Self-Experimentation

John D. Freyer decided to sell everything he owns — yes everything — on ebay.  Stage two is to visit those objects in people’s homes around the country and record their tales.  Stage three is to publish this book

When Oh When will people appreciate how deep Seth Roberts’s self-experimentation concept runs?  Descartes started with the idea that we know only ourselves, Seth realizes that the self is often the last thing we know and discovering the self is the highest stage of science not to mention performance art.  The innovation of hermeneutics (as found say, in Paul Riceour) was to set the self apart from the social world and trace the implications of a dualistic and indeed interpretative social science.  Seth reestablishes methodological monism by turning the world-self distinction on its head, relocating the self in the world of science.  Add to that mix a working knowledge of experimental psychology, insights from neurodiversity (the meticulous recording of self, the focus on detail, plus the deeply autistic speak of the self in the third person as an external object to be observed; are they so wrong?), and sugared water, for a potent mix.

Virtually all of you — that’s right you — underinvest in self-experimentation at the relevant margin.  Status quo bias is one reason, plus we fear negative feedback about who we are and what we are doing.  Who wants to learn that his or her **x life (family blog!) could have been 63 percent better for the last fourteen years?   

Scientists should spend at least one-third of their time with self-experimentation.  Robin Hanson lectures us on bias, favoring one’s self excessively, failing to agree with smarter or better informed others, and intellectual hubris.  We need to correct for these flaws, just as we might wipe the dirt off the lens of our microscope.  Good luck.

A’la Heisenberg, measuring the self does not differ in degree from constructing the self.  Seth thus solves the age-old problem of avoiding the collapse of German Idealism into German Romanticism and then into complete subjectivity.  The construction of the self is brought squarely into the realm of science; this integrates the two sides of early Wittgenstein, namely the affinity for the mystical and the analytics which gave birth to logical positivism. 

Did I mention politics?  Wilhelm von Humboldt, a descendent of the Romantics and forerunner of Mill, portrayed self-experimentation as the essential outcome of freedom and the ultimate justification for a free society.  Plato saw the same in Book Eight of The Republic, where it is argued that the life of a philosopher (i.e., critical self-examination) can flourish only under democracy.  Dan Klein’s paper is called "Go Ahead and Let Him Try."

Of course it was Goethe who understood most of this, and even put it into verse, but that is another post altogether.  Nor are Jung and Nietzsche irrelevant.  Seth Roberts is my new ersatz Continental philosopher.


### What is expected
A faithful copy is required. Print each line of the data exactly and omit the pictures.

━━━ Available data ━━━

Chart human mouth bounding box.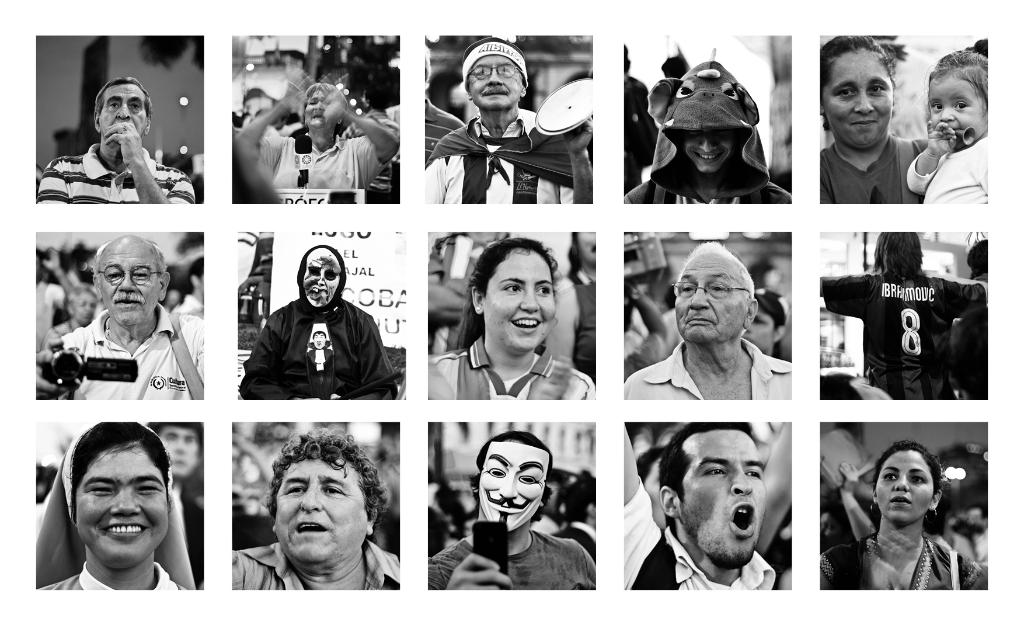
Charted: crop(849, 116, 879, 128).
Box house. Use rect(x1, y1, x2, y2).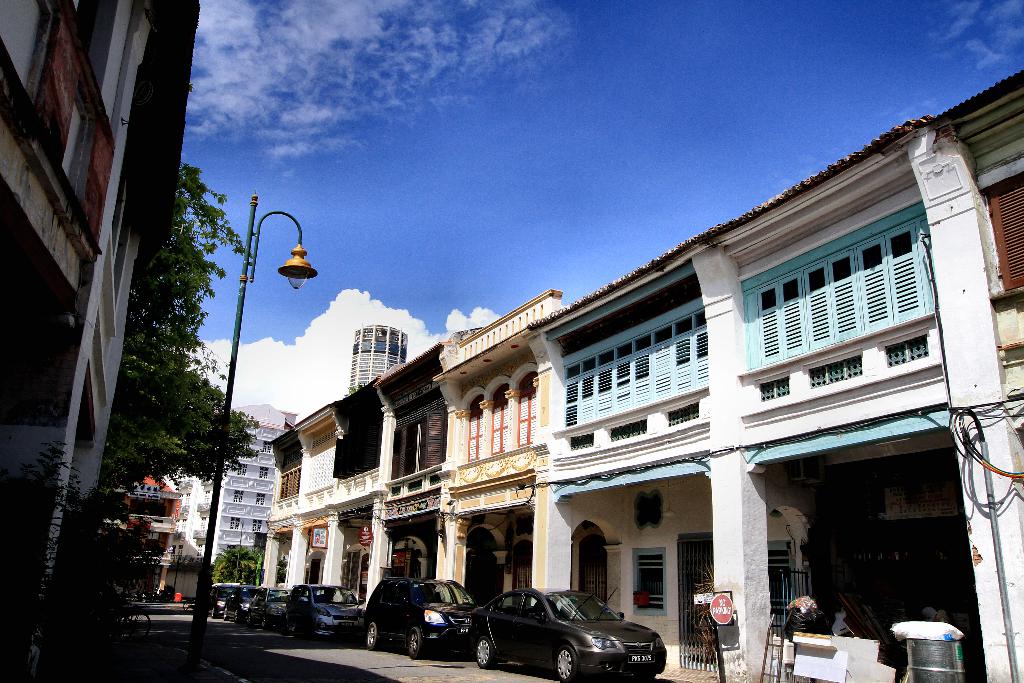
rect(264, 67, 1023, 682).
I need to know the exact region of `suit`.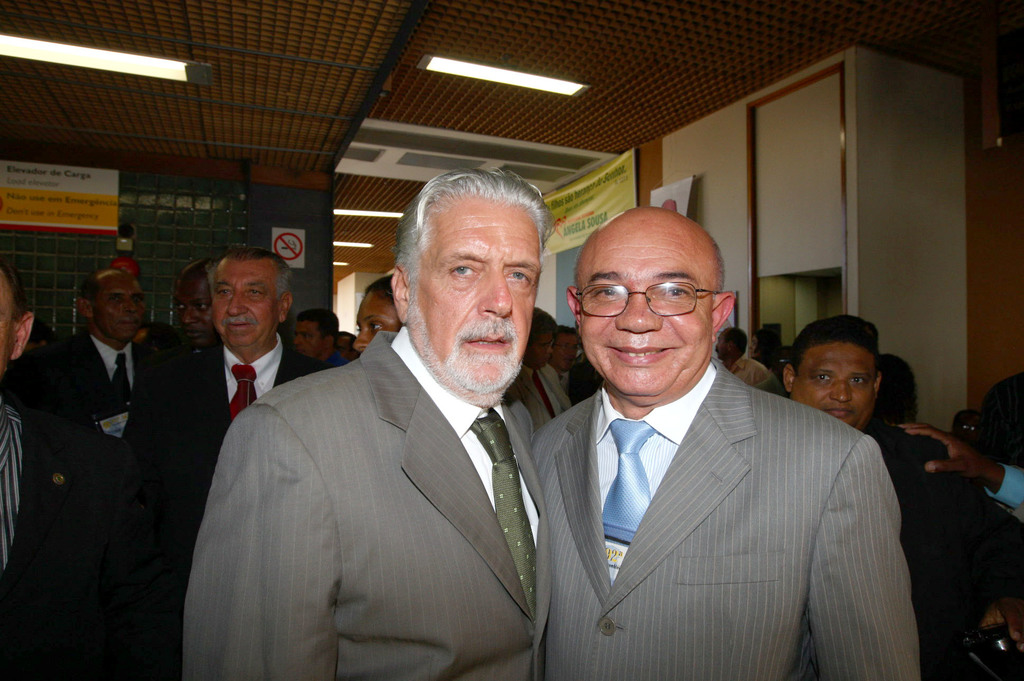
Region: (120, 330, 328, 680).
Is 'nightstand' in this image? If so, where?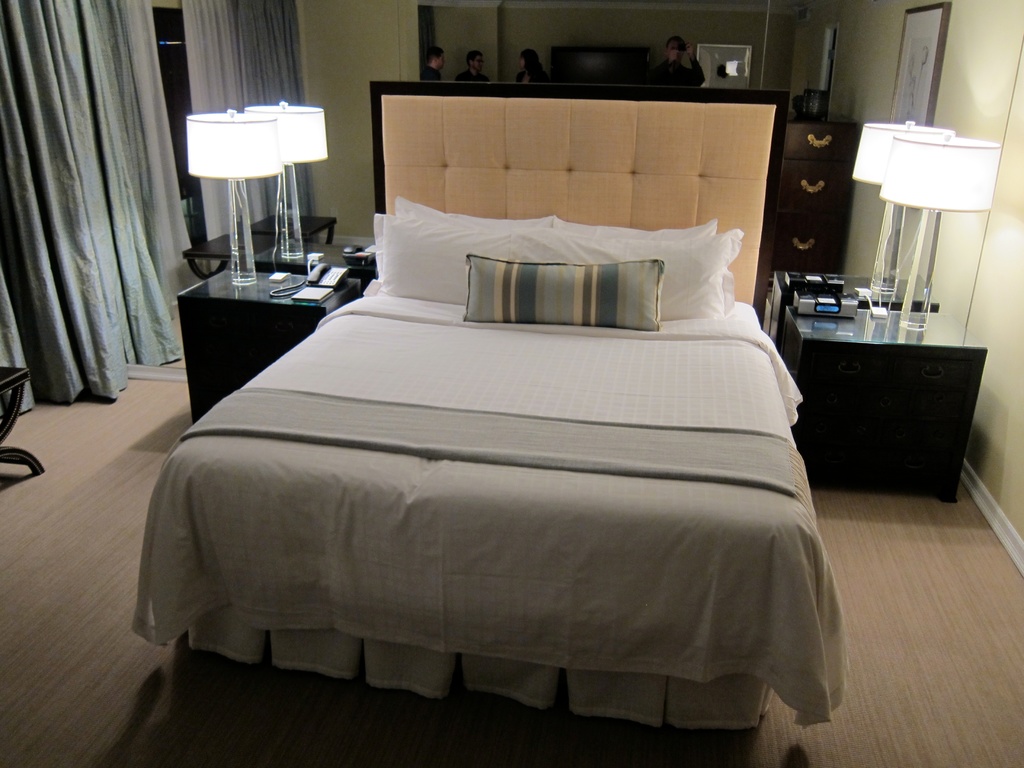
Yes, at select_region(788, 310, 988, 495).
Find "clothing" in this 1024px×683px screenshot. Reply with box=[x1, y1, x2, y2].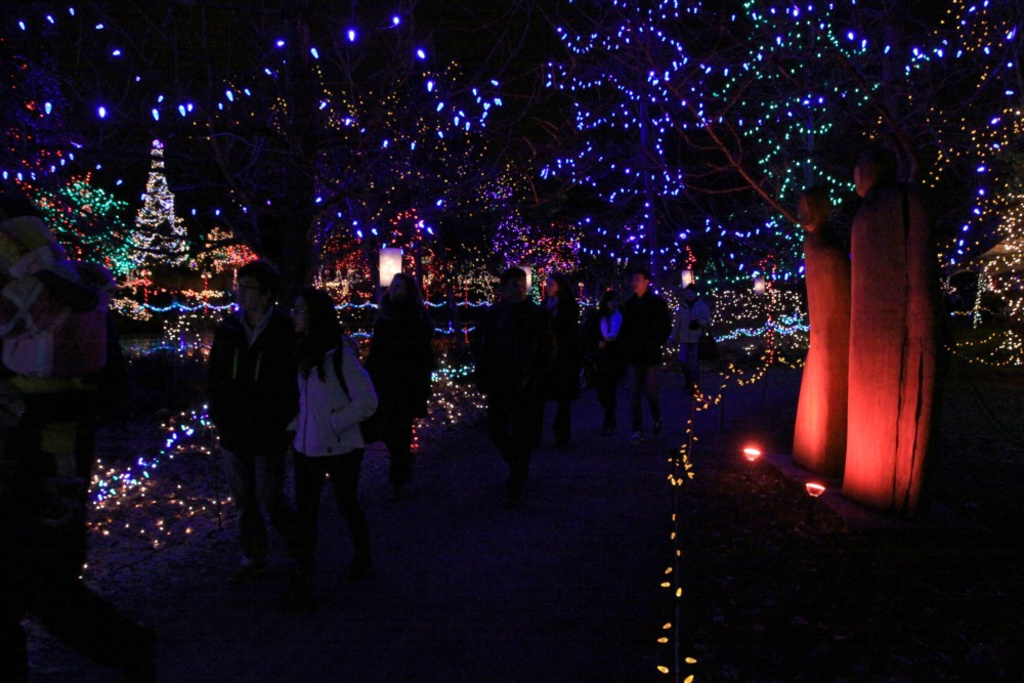
box=[272, 317, 373, 526].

━━━

### Solution to the problem
Chart human mouth bounding box.
Charted: crop(849, 116, 879, 128).
Box house. Use rect(x1, y1, x2, y2).
rect(264, 67, 1023, 682).
I need to know the exact region of `suit`.
Region: (120, 330, 328, 680).
Is 'nightstand' in this image? If so, where?
Yes, at select_region(788, 310, 988, 495).
Find "clothing" in this 1024px×683px screenshot. Reply with box=[x1, y1, x2, y2].
box=[272, 317, 373, 526].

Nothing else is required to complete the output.